The new debt trap: how the response to the last global financial crisis has laid the ground for the next

This report investigates the debts owed by countries as a whole – both their governments and the private sector – minus the debts owed to them. It finds that the level of such debts owed between countries has risen from $11.3 trillion in 2011 to $13.8 trillion in 2014, and predicts that in 2015 they will increase further to $14.7 trillion.

Major global debtors, including the US, UK, France, India and Italy, have been increasing their debts with the rest of the world, whilst Germany, Japan and Russia have been increasing their surpluses.

Debts owed by low income countries are also increasing rapidly, with Mozambique the most indebted country – public and private sector – in the world as a proportion of GDP. Lending to low income countries has trebled since 2008, driven initially by borrowing by countries to cope with the impacts of the global financial crisis.
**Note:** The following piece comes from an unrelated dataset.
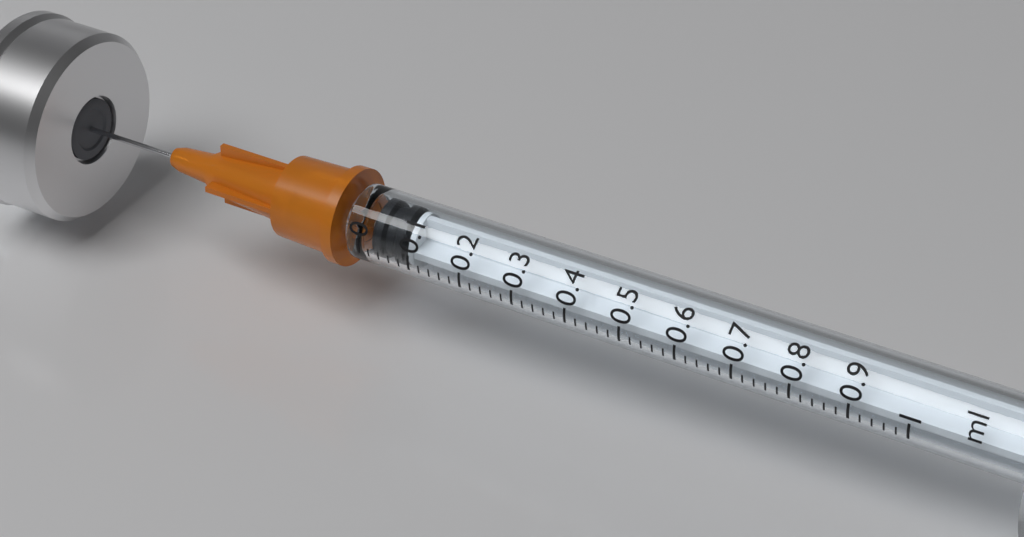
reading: 0.02 ml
This has been followed by an increase in ‘aid’ being given as loans, including through multilateral institutions such as the World Bank, the emergence of new lenders such as China, and low interest rates in the Western world causing private lenders to seek higher returns in developing countries.
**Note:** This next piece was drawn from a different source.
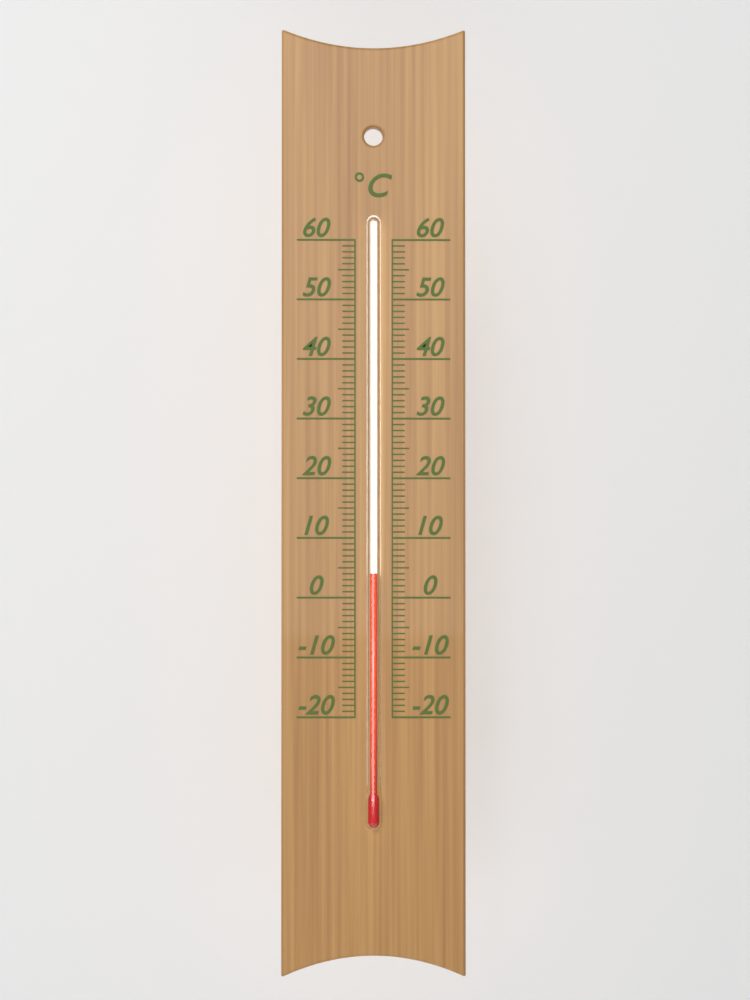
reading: 4 °C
The report identifies nine countries that are heavily dependent on foreign lending: Bhutan, Ethiopia, Ghana, Lao PDR, Mongolia, Mozambique, Senegal, Tanzania and Uganda. These countries are growing faster than the average for low income countries. However, they are making less progress in reducing poverty than the average for low income countries, and inequality is increasing. For example, in Ethiopia between 2005 and 2011 GDP grew by 60% per person, but the number of people living on less than $2 a day increased by 5.4 million.